Try
to imagine you are an astronomer, studying another star some 2,000 light years
away, V Hydra. It’s an odd star; bloated, red, old, and pulsing - getting
brighter, then dimmer, and sometimes getting much dimmer. It may be nearing the end of its life, to start again
as a planetary nebula, and if that happens during your lifetime, you want to see it.
And
then it throws fireballs.
No,
it doesn’t explode. No, these aren’t corona ejections. They are fireballs.
How
did it do that?
In
October 2016, astronomers were left scratching their heads as Hubble revealed
that’s exactly what happened. They studied the star and its surroundings, and
eventually they came up with a theory.
V
Hydra has a visible companion star (we’ll call it NNS - No Name Star, because
they never mentioned a name for it). NNS is an orange dwarf about 46” distance
from V Hydra. Yeah, I know, 46 inches doesn’t make any sense to me, either, but
that’s actually 46 arcseconds in
astronomy notation. They ‘measure’ the distance between these 2 stars by noting
the angle change from looking at one to looking at the other. An arcsecond is
1/60th of an arcminute, which is 1/60 of a second... Look, take 2 meter sticks
and lay one on top of the other. Stick 2 pieces of paper between them at one
end. The angle at the opposite end is about 50 arcseconds. So V Hydra and NNS
look like 2 bumps together from Earth, but being 20,000 light years away from
us, there’s a good bit of distance between them. Chances are anything NNS might be doing would not cause V Hydra
to throw fireballs around.
It
appears that V Hydra has a second companion star, this one too dim to be seen
directly from Earth, but astronomers have their magic math formulas to figure
these things out. We’ll call this one DIM, because it’s so dim. Anyway, DIM
orbits V Hydra every 8.5 years in a very
elliptical orbit. This orbit is so elliptical that - now that V Hydra is
bloated in its death throes - DIM no longer comes close to V Hydra, it actually travels through V Hydra’s outer atmosphere. Wow. Hot enough for ya?
As
DIM travels through V Hydra’s outer atmosphere, it greedily grabs a bunch of V
Hydra’s material and stores it in a disk about itself. Remember, planets are
born from left-over materials in a disk around the new-born star, so I guess
maybe DIM wants to start a family.
But,
alas, DIM just isn’t very smart, and starts sending its ‘fledgling planets’

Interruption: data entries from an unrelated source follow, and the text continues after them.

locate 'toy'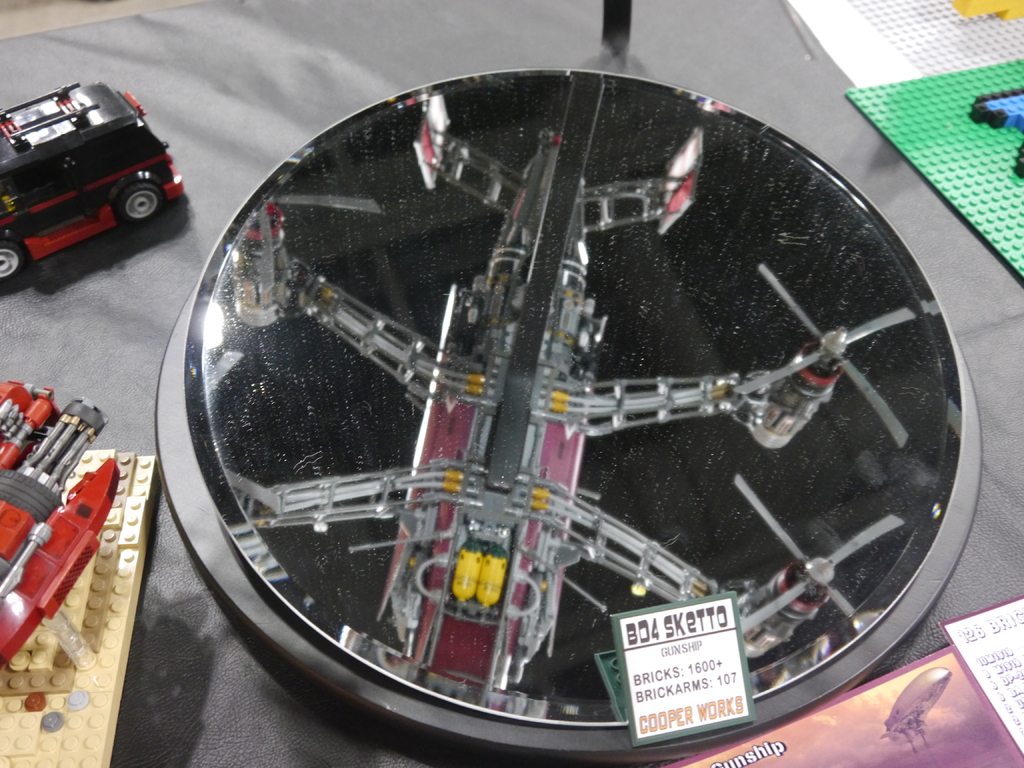
box=[783, 0, 1021, 93]
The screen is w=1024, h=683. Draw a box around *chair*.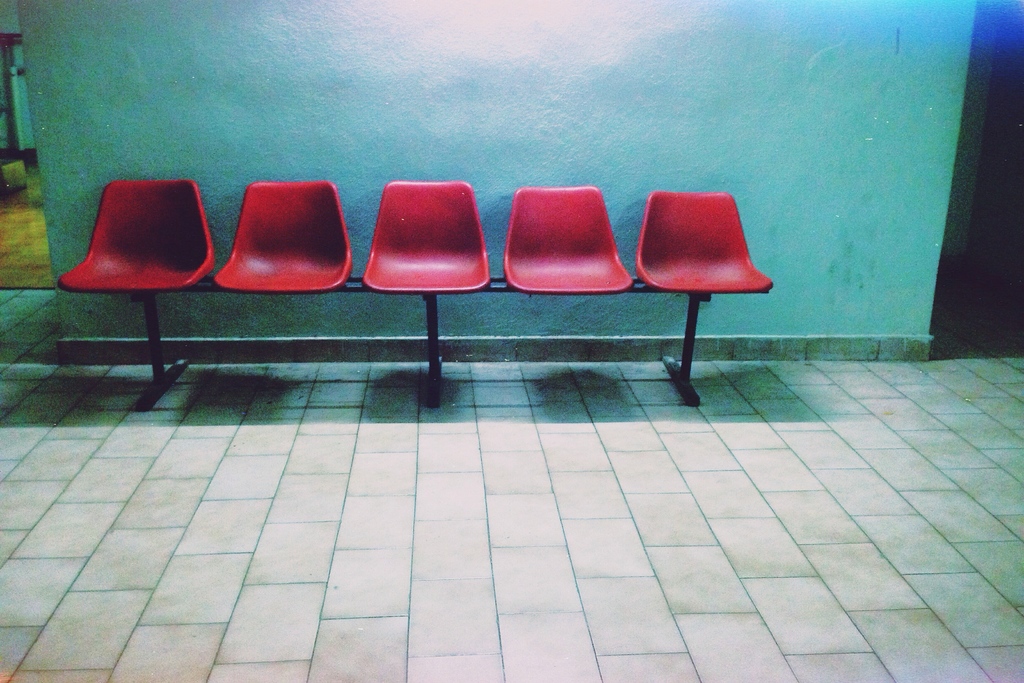
box(361, 180, 495, 298).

away long before they actually make planets. When DIM emerges from V Hydra’s
atmosphere, its storage disk breaks apart, forming superhot blobs of plasma
about twice the size of Mars that are tossed into the unknown at a speed that
they could travel from the moon to Earth in about a half hour.
Poor
DIM. Heart-breaking, isn’t it? Now consider that astronomers believe this has
been happening every 8.5 years for about 400 years.
The
mind boggles, right? But what can we do? I mean, sending DIM a sympathy card
every 8.5 years is a bit much, don’t you think? Probably doesn’t want to talk
about it, anyway.
How
much would it cost to send a card 20,000 light years? Will a regular stamp do?